Sexual abuse of girls in particular took centre stage last week as three prominent persons in Dominican society faced the wrath of the press (talk shows, to be precise) and the public especially social media.

As the real-life soap opera began to unravel, salacious episode after episode, we seem to have forgotten the legal principle enshrined in our constitution: that an accused person is innocent until proven guilty. In the case of the three men, the Dominican public has determined very early that they are all guilty until innocent. It seems that we have thrown our legal and our moral tenets into the cesspool where every citizen is sullied.

It appears that we have not realised that after all the unwarranted publicity and the dissemination of unverified "truths" it may be impossible for the accused persons to obtain a fair trial in our courts and that argument may be the first weapon in the arsenal of defence lawyers if accused persons are taken before the court to prove their guilt or innocence. In fact that is the major reason why the Sexual Offences Act expressly prohibits the calling of names before and during a trial of that nature because no one publicly accused of such a horrendous act can expect to receive an unbiased trial.

Having said this, we believe that far-reaching reform of the Sexual Offence Act is way overdue. Probably the stories that Dominicans fed on last week will influence Prime Minister Roosevelt Skerrit and his Attorney General to recommend the amended Act to the Dominica Parliament.

And we must not fool ourselves. Last week's alleged incidents are not isolated; there are hundreds of such cases, some real and many imagined, in the garbage heaps of society, in our towns and villages.

Recently Jemma Azille-Lewis of the Social Welfare Department presented some alarming statistics of the state of child sexual abuse in Dominica.

For instance, in 2015 a total of 189 cases of child abuse were recorded in Dominica. Out of that figure 128 were sexual related. Seventy-three cases were children within the ages of 0 to 10.

Azille-Lewis said at a recent press conference recently: "So it shows that our children as young as babies are being abused. Some are neglected, some are abandoned, some are physically abused, sexually abused, emotionally abused and some children suffer from more than one form of abuse. We should be concerned about that."

Figures for 2010 to 2015 show a total of 1,095 reported cases of child abuse.

"I think this is too much," Azille-Lewis said, especially for a country of that size, we may add.

Note than in 2010 there were 39 reported cases of boys being abused but in 2015 the number jumped to 47.

But as the nation's attention has focussed on child sexual abuse we have to be careful that other forms of child abuse are not being ignored.

A few years ago the Welfare Division of the Ministry of Community Development executed a number of activities for the observance of Child Abuse Awareness Week. As part of their programme the Division created an interesting theme entitled: There is no Excuse for Child Abuse, Save the Nation's Children. In an editorial that we published during that period, we suggested that officials must pay attention to the fact that government supports and promotes one of the worst forms of child abuse i.e. corporal punishment in schools. For that, we submit, there is no excuse.

We believe that the State sends a negative message to the perpetrators of all forms of abuse of children when it approves of corporal punishment in schools. The Education Act of 2007 states that "corporal punishment may be administered" in primary and secondary schools although the Act restricts the administration of corporal punishment to principals, deputy principals and designated teachers. But it seems the restrictions on corporal punishment does not apply to the youngest most vulnerable youths in Dominica, toddlers and infants in early childhood education. The Early Childhood Education Regulation of 2003 makes no mention of restrictions to corporal punishment.

Few persons who inundated the media with calls last week remembered that there is also rampant physical and emotional abuse of our boys and girls in our schools where little girls and boys including toddlers are being canned, slapped, spanked, shaken, pinched and generally abused by authoritative figures.

The emotional damage caused by corporal punishment is difficult to measure but no less damaging to the emotional well-being of the child. The scientific evidence published in the literature on the subject points to symptoms such as chronic depression and low self-esteem as well as psychological mal-adjustment at home and at school. Most importantly corporal punishment teaches a child lessons he never forgets: violence is the means by which conflict has to be resolved. Hence, teachers and parents should not be surprised that they are the main perpetrators of the cycle of violence in our society.

As we seek solutions to the problem of child sexual abuse, we urge our Government to move swiftly to ban corporal punishment in our schools and at the same time train teachers to manage classrooms that are free from violence.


What you should do:
In your answer, every line of the records should be written out exactly.

Given records:
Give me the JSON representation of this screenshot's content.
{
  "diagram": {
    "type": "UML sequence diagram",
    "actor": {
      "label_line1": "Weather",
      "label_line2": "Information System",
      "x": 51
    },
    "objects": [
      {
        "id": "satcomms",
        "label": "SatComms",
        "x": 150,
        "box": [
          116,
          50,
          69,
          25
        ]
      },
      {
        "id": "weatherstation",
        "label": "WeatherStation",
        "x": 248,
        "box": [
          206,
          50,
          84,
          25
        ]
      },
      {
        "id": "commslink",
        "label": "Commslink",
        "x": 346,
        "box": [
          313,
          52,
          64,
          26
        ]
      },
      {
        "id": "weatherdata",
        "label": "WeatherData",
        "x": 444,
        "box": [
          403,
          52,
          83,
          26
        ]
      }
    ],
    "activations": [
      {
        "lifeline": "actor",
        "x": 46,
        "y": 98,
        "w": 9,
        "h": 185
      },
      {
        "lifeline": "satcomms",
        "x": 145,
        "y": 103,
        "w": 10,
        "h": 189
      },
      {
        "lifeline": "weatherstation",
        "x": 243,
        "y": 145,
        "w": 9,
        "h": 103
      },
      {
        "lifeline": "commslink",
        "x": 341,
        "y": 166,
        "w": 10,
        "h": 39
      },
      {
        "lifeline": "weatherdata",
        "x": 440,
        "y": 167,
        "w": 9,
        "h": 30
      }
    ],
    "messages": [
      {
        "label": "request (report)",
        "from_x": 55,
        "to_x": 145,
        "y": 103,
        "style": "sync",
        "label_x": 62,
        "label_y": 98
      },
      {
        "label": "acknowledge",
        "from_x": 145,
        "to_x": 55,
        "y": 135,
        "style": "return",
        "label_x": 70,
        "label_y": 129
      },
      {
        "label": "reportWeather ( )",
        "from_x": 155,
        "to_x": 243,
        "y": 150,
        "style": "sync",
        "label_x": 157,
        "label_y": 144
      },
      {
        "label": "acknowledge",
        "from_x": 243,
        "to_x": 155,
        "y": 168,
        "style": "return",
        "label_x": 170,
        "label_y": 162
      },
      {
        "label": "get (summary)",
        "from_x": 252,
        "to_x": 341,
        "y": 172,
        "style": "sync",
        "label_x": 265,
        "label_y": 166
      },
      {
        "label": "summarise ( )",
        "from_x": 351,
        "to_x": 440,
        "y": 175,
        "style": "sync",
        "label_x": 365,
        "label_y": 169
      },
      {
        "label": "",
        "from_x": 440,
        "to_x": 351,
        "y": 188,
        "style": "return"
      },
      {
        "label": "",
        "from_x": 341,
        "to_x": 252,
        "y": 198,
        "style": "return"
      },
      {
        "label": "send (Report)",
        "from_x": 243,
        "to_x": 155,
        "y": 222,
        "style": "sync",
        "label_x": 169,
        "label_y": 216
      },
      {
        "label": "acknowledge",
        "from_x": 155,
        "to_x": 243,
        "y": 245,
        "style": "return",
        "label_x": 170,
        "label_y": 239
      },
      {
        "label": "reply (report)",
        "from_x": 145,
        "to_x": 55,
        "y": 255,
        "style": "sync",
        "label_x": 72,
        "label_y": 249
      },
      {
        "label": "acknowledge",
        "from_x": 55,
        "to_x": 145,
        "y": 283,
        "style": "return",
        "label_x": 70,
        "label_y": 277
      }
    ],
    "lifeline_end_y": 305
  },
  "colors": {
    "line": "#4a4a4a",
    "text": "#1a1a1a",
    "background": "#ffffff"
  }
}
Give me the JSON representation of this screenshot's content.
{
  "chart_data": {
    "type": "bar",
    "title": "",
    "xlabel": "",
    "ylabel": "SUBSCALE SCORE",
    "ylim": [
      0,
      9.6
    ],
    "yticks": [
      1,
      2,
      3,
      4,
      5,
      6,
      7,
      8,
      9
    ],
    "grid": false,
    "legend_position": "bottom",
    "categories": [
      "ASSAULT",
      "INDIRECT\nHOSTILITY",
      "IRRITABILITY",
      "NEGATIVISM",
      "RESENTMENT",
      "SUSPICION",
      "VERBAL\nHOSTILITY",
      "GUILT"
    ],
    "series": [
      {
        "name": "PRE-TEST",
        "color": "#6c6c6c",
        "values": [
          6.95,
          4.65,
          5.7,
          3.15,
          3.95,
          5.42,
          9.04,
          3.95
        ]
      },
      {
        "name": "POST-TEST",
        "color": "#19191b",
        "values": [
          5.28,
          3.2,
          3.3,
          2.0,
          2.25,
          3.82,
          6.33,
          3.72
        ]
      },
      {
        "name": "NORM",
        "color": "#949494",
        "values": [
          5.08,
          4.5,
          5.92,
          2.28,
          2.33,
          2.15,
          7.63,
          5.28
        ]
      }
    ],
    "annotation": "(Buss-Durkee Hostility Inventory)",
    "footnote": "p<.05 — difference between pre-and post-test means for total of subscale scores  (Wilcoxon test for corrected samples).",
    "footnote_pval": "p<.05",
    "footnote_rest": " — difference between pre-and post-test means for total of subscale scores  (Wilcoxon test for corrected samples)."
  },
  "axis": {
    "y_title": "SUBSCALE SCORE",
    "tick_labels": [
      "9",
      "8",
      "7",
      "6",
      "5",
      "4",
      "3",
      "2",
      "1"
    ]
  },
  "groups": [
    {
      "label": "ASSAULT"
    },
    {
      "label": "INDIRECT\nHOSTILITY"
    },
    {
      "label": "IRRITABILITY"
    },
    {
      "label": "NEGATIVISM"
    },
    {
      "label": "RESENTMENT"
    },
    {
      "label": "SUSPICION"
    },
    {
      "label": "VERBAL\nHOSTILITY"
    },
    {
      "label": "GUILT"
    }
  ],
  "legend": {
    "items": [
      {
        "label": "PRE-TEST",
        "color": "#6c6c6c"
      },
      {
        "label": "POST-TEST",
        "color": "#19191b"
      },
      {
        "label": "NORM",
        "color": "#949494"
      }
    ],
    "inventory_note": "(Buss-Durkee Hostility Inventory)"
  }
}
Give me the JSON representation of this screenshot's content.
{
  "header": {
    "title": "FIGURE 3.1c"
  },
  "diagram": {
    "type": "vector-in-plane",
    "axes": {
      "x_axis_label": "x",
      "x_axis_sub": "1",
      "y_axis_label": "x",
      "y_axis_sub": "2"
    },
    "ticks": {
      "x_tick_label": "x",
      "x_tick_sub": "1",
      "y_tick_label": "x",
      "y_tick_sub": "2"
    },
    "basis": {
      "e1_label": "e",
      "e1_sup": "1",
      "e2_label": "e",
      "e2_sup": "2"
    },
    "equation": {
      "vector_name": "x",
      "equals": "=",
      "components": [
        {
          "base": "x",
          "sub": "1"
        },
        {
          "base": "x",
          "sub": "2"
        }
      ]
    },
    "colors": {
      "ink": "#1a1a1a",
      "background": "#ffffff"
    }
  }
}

Answer to the problem:
Give me the JSON representation of this screenshot's content.
{
  "diagram": {
    "type": "UML sequence diagram",
    "actor": {
      "label_line1": "Weather",
      "label_line2": "Information System",
      "x": 51
    },
    "objects": [
      {
        "id": "satcomms",
        "label": "SatComms",
        "x": 150,
        "box": [
          116,
          50,
          69,
          25
        ]
      },
      {
        "id": "weatherstation",
        "label": "WeatherStation",
        "x": 248,
        "box": [
          206,
          50,
          84,
          25
        ]
      },
      {
        "id": "commslink",
        "label": "Commslink",
        "x": 346,
        "box": [
          313,
          52,
          64,
          26
        ]
      },
      {
        "id": "weatherdata",
        "label": "WeatherData",
        "x": 444,
        "box": [
          403,
          52,
          83,
          26
        ]
      }
    ],
    "activations": [
      {
        "lifeline": "actor",
        "x": 46,
        "y": 98,
        "w": 9,
        "h": 185
      },
      {
        "lifeline": "satcomms",
        "x": 145,
        "y": 103,
        "w": 10,
        "h": 189
      },
      {
        "lifeline": "weatherstation",
        "x": 243,
        "y": 145,
        "w": 9,
        "h": 103
      },
      {
        "lifeline": "commslink",
        "x": 341,
        "y": 166,
        "w": 10,
        "h": 39
      },
      {
        "lifeline": "weatherdata",
        "x": 440,
        "y": 167,
        "w": 9,
        "h": 30
      }
    ],
    "messages": [
      {
        "label": "request (report)",
        "from_x": 55,
        "to_x": 145,
        "y": 103,
        "style": "sync",
        "label_x": 62,
        "label_y": 98
      },
      {
        "label": "acknowledge",
        "from_x": 145,
        "to_x": 55,
        "y": 135,
        "style": "return",
        "label_x": 70,
        "label_y": 129
      },
      {
        "label": "reportWeather ( )",
        "from_x": 155,
        "to_x": 243,
        "y": 150,
        "style": "sync",
        "label_x": 157,
        "label_y": 144
      },
      {
        "label": "acknowledge",
        "from_x": 243,
        "to_x": 155,
        "y": 168,
        "style": "return",
        "label_x": 170,
        "label_y": 162
      },
      {
        "label": "get (summary)",
        "from_x": 252,
        "to_x": 341,
        "y": 172,
        "style": "sync",
        "label_x": 265,
        "label_y": 166
      },
      {
        "label": "summarise ( )",
        "from_x": 351,
        "to_x": 440,
        "y": 175,
        "style": "sync",
        "label_x": 365,
        "label_y": 169
      },
      {
        "label": "",
        "from_x": 440,
        "to_x": 351,
        "y": 188,
        "style": "return"
      },
      {
        "label": "",
        "from_x": 341,
        "to_x": 252,
        "y": 198,
        "style": "return"
      },
      {
        "label": "send (Report)",
        "from_x": 243,
        "to_x": 155,
        "y": 222,
        "style": "sync",
        "label_x": 169,
        "label_y": 216
      },
      {
        "label": "acknowledge",
        "from_x": 155,
        "to_x": 243,
        "y": 245,
        "style": "return",
        "label_x": 170,
        "label_y": 239
      },
      {
        "label": "reply (report)",
        "from_x": 145,
        "to_x": 55,
        "y": 255,
        "style": "sync",
        "label_x": 72,
        "label_y": 249
      },
      {
        "label": "acknowledge",
        "from_x": 55,
        "to_x": 145,
        "y": 283,
        "style": "return",
        "label_x": 70,
        "label_y": 277
      }
    ],
    "lifeline_end_y": 305
  },
  "colors": {
    "line": "#4a4a4a",
    "text": "#1a1a1a",
    "background": "#ffffff"
  }
}
Give me the JSON representation of this screenshot's content.
{
  "chart_data": {
    "type": "bar",
    "title": "",
    "xlabel": "",
    "ylabel": "SUBSCALE SCORE",
    "ylim": [
      0,
      9.6
    ],
    "yticks": [
      1,
      2,
      3,
      4,
      5,
      6,
      7,
      8,
      9
    ],
    "grid": false,
    "legend_position": "bottom",
    "categories": [
      "ASSAULT",
      "INDIRECT\nHOSTILITY",
      "IRRITABILITY",
      "NEGATIVISM",
      "RESENTMENT",
      "SUSPICION",
      "VERBAL\nHOSTILITY",
      "GUILT"
    ],
    "series": [
      {
        "name": "PRE-TEST",
        "color": "#6c6c6c",
        "values": [
          6.95,
          4.65,
          5.7,
          3.15,
          3.95,
          5.42,
          9.04,
          3.95
        ]
      },
      {
        "name": "POST-TEST",
        "color": "#19191b",
        "values": [
          5.28,
          3.2,
          3.3,
          2.0,
          2.25,
          3.82,
          6.33,
          3.72
        ]
      },
      {
        "name": "NORM",
        "color": "#949494",
        "values": [
          5.08,
          4.5,
          5.92,
          2.28,
          2.33,
          2.15,
          7.63,
          5.28
        ]
      }
    ],
    "annotation": "(Buss-Durkee Hostility Inventory)",
    "footnote": "p<.05 — difference between pre-and post-test means for total of subscale scores  (Wilcoxon test for corrected samples).",
    "footnote_pval": "p<.05",
    "footnote_rest": " — difference between pre-and post-test means for total of subscale scores  (Wilcoxon test for corrected samples)."
  },
  "axis": {
    "y_title": "SUBSCALE SCORE",
    "tick_labels": [
      "9",
      "8",
      "7",
      "6",
      "5",
      "4",
      "3",
      "2",
      "1"
    ]
  },
  "groups": [
    {
      "label": "ASSAULT"
    },
    {
      "label": "INDIRECT\nHOSTILITY"
    },
    {
      "label": "IRRITABILITY"
    },
    {
      "label": "NEGATIVISM"
    },
    {
      "label": "RESENTMENT"
    },
    {
      "label": "SUSPICION"
    },
    {
      "label": "VERBAL\nHOSTILITY"
    },
    {
      "label": "GUILT"
    }
  ],
  "legend": {
    "items": [
      {
        "label": "PRE-TEST",
        "color": "#6c6c6c"
      },
      {
        "label": "POST-TEST",
        "color": "#19191b"
      },
      {
        "label": "NORM",
        "color": "#949494"
      }
    ],
    "inventory_note": "(Buss-Durkee Hostility Inventory)"
  }
}
Give me the JSON representation of this screenshot's content.
{
  "header": {
    "title": "FIGURE 3.1c"
  },
  "diagram": {
    "type": "vector-in-plane",
    "axes": {
      "x_axis_label": "x",
      "x_axis_sub": "1",
      "y_axis_label": "x",
      "y_axis_sub": "2"
    },
    "ticks": {
      "x_tick_label": "x",
      "x_tick_sub": "1",
      "y_tick_label": "x",
      "y_tick_sub": "2"
    },
    "basis": {
      "e1_label": "e",
      "e1_sup": "1",
      "e2_label": "e",
      "e2_sup": "2"
    },
    "equation": {
      "vector_name": "x",
      "equals": "=",
      "components": [
        {
          "base": "x",
          "sub": "1"
        },
        {
          "base": "x",
          "sub": "2"
        }
      ]
    },
    "colors": {
      "ink": "#1a1a1a",
      "background": "#ffffff"
    }
  }
}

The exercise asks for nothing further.